This is a question which needs to be addressed in this country. It needs to be addressed before the proposed referendum on a "voice" to parliament for aboriginal people. It is also a question which is not going to be easy to answer.
The reason it needs to be addressed is not, as some will suggest, "racist" but because people need to know just who that "voice" will represent. We cannot simply continue to allow people to self-identify, or some to be accepted for political or activist reasons but others with almost identical ancestry to be denied.
I am not "aboriginal". My four grandparents were the first to be born in this country.
It also seems I am not "indigenous" either - not according to the definitions which require some sort of association with the land here. I do not have that strong tie to "country" felt by some aboriginal people. I actually have no strong feelings about it at all. I am not someone who waves the flag - and I do not like the dirge which is supposedly our "national anthem". It is people who caused me to return here - not place.
I also know other people feel quite differently about all this. They are immensely proud of the country to which they "belong". For some of them it is their ancestral home stretching back far before records began. For some of them it is the country which has given them shelter as refugees.
Between these two extremes there are all sorts of differences in association with "the land". It is an issue which has to be addressed. We need to know if someone who has a single great-great-great grandparent "who might have been born on an outback station to an aboriginal woman and a white man" has the same claim to being aboriginal as the person born to someone whose grandparents were the first to have any contact with white settlers. (This happened as late as 1984 when contact was made with the Pintubi people in the Gibson desert.)
Where do we draw the line - and for what purpose? It's going to be a hard question to answer.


# What is expected:
Whatever the records say, set them down exactly.

++++ Records

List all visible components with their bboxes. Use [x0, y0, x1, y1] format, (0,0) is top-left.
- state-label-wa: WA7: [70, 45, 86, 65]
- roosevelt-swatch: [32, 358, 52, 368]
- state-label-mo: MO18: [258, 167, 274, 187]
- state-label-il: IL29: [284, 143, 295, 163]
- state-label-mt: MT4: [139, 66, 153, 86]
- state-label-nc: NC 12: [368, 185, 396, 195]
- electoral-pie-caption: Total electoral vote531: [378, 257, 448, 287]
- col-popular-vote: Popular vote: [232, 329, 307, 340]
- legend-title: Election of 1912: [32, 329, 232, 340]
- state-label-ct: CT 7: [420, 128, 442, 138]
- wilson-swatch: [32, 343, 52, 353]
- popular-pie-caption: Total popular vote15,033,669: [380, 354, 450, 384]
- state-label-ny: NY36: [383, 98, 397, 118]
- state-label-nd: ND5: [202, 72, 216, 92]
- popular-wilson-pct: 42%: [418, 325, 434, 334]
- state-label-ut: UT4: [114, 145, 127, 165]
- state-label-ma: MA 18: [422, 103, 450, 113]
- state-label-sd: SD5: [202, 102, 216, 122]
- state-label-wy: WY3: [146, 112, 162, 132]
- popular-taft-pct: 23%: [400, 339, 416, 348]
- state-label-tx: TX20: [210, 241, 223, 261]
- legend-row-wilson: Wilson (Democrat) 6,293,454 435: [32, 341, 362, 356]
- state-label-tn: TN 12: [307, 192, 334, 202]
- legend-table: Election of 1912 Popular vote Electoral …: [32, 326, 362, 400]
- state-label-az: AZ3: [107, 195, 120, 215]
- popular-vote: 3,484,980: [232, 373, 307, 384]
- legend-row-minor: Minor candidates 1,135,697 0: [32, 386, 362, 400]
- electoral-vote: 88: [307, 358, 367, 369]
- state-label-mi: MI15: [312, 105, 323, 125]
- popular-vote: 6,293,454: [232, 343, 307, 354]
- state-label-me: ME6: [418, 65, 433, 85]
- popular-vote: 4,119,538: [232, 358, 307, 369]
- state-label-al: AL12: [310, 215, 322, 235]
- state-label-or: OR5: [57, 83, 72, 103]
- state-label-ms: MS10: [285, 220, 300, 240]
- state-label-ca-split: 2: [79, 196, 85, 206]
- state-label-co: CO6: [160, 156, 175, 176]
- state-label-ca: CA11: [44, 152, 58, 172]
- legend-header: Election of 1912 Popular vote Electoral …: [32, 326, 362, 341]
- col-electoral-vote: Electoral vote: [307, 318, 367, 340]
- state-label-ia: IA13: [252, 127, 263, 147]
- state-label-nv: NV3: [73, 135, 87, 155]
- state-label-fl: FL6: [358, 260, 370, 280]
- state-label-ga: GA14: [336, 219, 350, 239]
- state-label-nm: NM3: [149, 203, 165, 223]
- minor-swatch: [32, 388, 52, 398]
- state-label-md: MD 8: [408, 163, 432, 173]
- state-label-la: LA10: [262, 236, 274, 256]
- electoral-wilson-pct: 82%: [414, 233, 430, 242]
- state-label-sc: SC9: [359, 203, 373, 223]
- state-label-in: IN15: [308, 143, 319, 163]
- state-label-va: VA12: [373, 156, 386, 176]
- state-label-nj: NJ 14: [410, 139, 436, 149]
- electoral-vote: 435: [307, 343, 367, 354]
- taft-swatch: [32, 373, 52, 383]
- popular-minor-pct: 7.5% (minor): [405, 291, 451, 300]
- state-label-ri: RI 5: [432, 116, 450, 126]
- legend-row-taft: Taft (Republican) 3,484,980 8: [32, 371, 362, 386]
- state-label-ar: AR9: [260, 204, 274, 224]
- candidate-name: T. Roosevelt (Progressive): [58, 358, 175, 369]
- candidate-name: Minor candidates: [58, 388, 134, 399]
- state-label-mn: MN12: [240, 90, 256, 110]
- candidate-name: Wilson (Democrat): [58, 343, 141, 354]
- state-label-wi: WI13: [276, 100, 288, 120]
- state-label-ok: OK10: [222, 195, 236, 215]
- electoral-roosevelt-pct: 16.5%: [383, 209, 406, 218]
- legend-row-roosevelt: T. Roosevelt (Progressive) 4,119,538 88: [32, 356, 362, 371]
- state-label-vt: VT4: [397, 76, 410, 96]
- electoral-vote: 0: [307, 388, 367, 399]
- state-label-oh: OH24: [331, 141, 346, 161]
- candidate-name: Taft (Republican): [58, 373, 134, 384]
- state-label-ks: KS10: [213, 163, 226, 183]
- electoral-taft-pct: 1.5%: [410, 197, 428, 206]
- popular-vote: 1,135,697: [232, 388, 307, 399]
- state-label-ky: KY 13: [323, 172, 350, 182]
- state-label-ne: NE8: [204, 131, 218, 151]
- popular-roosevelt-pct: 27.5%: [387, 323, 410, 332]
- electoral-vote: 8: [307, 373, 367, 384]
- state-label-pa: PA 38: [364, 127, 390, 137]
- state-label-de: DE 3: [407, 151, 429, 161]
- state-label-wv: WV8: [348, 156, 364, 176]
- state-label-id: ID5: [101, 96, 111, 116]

++++++++

# Output below:
List all visible components with their bboxes. Use [x0, y0, x1, y1] format, (0,0) is top-left.
- state-label-wa: WA7: [70, 45, 86, 65]
- roosevelt-swatch: [32, 358, 52, 368]
- state-label-mo: MO18: [258, 167, 274, 187]
- state-label-il: IL29: [284, 143, 295, 163]
- state-label-mt: MT4: [139, 66, 153, 86]
- state-label-nc: NC 12: [368, 185, 396, 195]
- electoral-pie-caption: Total electoral vote531: [378, 257, 448, 287]
- col-popular-vote: Popular vote: [232, 329, 307, 340]
- legend-title: Election of 1912: [32, 329, 232, 340]
- state-label-ct: CT 7: [420, 128, 442, 138]
- wilson-swatch: [32, 343, 52, 353]
- popular-pie-caption: Total popular vote15,033,669: [380, 354, 450, 384]
- state-label-ny: NY36: [383, 98, 397, 118]
- state-label-nd: ND5: [202, 72, 216, 92]
- popular-wilson-pct: 42%: [418, 325, 434, 334]
- state-label-ut: UT4: [114, 145, 127, 165]
- state-label-ma: MA 18: [422, 103, 450, 113]
- state-label-sd: SD5: [202, 102, 216, 122]
- state-label-wy: WY3: [146, 112, 162, 132]
- popular-taft-pct: 23%: [400, 339, 416, 348]
- state-label-tx: TX20: [210, 241, 223, 261]
- legend-row-wilson: Wilson (Democrat) 6,293,454 435: [32, 341, 362, 356]
- state-label-tn: TN 12: [307, 192, 334, 202]
- legend-table: Election of 1912 Popular vote Electoral …: [32, 326, 362, 400]
- state-label-az: AZ3: [107, 195, 120, 215]
- popular-vote: 3,484,980: [232, 373, 307, 384]
- legend-row-minor: Minor candidates 1,135,697 0: [32, 386, 362, 400]
- electoral-vote: 88: [307, 358, 367, 369]
- state-label-mi: MI15: [312, 105, 323, 125]
- popular-vote: 6,293,454: [232, 343, 307, 354]
- state-label-me: ME6: [418, 65, 433, 85]
- popular-vote: 4,119,538: [232, 358, 307, 369]
- state-label-al: AL12: [310, 215, 322, 235]
- state-label-or: OR5: [57, 83, 72, 103]
- state-label-ms: MS10: [285, 220, 300, 240]
- state-label-ca-split: 2: [79, 196, 85, 206]
- state-label-co: CO6: [160, 156, 175, 176]
- state-label-ca: CA11: [44, 152, 58, 172]
- legend-header: Election of 1912 Popular vote Electoral …: [32, 326, 362, 341]
- col-electoral-vote: Electoral vote: [307, 318, 367, 340]
- state-label-ia: IA13: [252, 127, 263, 147]
- state-label-nv: NV3: [73, 135, 87, 155]
- state-label-fl: FL6: [358, 260, 370, 280]
- state-label-ga: GA14: [336, 219, 350, 239]
- state-label-nm: NM3: [149, 203, 165, 223]
- minor-swatch: [32, 388, 52, 398]
- state-label-md: MD 8: [408, 163, 432, 173]
- state-label-la: LA10: [262, 236, 274, 256]
- electoral-wilson-pct: 82%: [414, 233, 430, 242]
- state-label-sc: SC9: [359, 203, 373, 223]
- state-label-in: IN15: [308, 143, 319, 163]
- state-label-va: VA12: [373, 156, 386, 176]
- state-label-nj: NJ 14: [410, 139, 436, 149]
- electoral-vote: 435: [307, 343, 367, 354]
- taft-swatch: [32, 373, 52, 383]
- popular-minor-pct: 7.5% (minor): [405, 291, 451, 300]
- state-label-ri: RI 5: [432, 116, 450, 126]
- legend-row-taft: Taft (Republican) 3,484,980 8: [32, 371, 362, 386]
- state-label-ar: AR9: [260, 204, 274, 224]
- candidate-name: T. Roosevelt (Progressive): [58, 358, 175, 369]
- candidate-name: Minor candidates: [58, 388, 134, 399]
- state-label-mn: MN12: [240, 90, 256, 110]
- candidate-name: Wilson (Democrat): [58, 343, 141, 354]
- state-label-wi: WI13: [276, 100, 288, 120]
- state-label-ok: OK10: [222, 195, 236, 215]
- electoral-roosevelt-pct: 16.5%: [383, 209, 406, 218]
- legend-row-roosevelt: T. Roosevelt (Progressive) 4,119,538 88: [32, 356, 362, 371]
- state-label-vt: VT4: [397, 76, 410, 96]
- electoral-vote: 0: [307, 388, 367, 399]
- state-label-oh: OH24: [331, 141, 346, 161]
- candidate-name: Taft (Republican): [58, 373, 134, 384]
- state-label-ks: KS10: [213, 163, 226, 183]
- electoral-taft-pct: 1.5%: [410, 197, 428, 206]
- popular-vote: 1,135,697: [232, 388, 307, 399]
- state-label-ky: KY 13: [323, 172, 350, 182]
- state-label-ne: NE8: [204, 131, 218, 151]
- popular-roosevelt-pct: 27.5%: [387, 323, 410, 332]
- electoral-vote: 8: [307, 373, 367, 384]
- state-label-pa: PA 38: [364, 127, 390, 137]
- state-label-de: DE 3: [407, 151, 429, 161]
- state-label-wv: WV8: [348, 156, 364, 176]
- state-label-id: ID5: [101, 96, 111, 116]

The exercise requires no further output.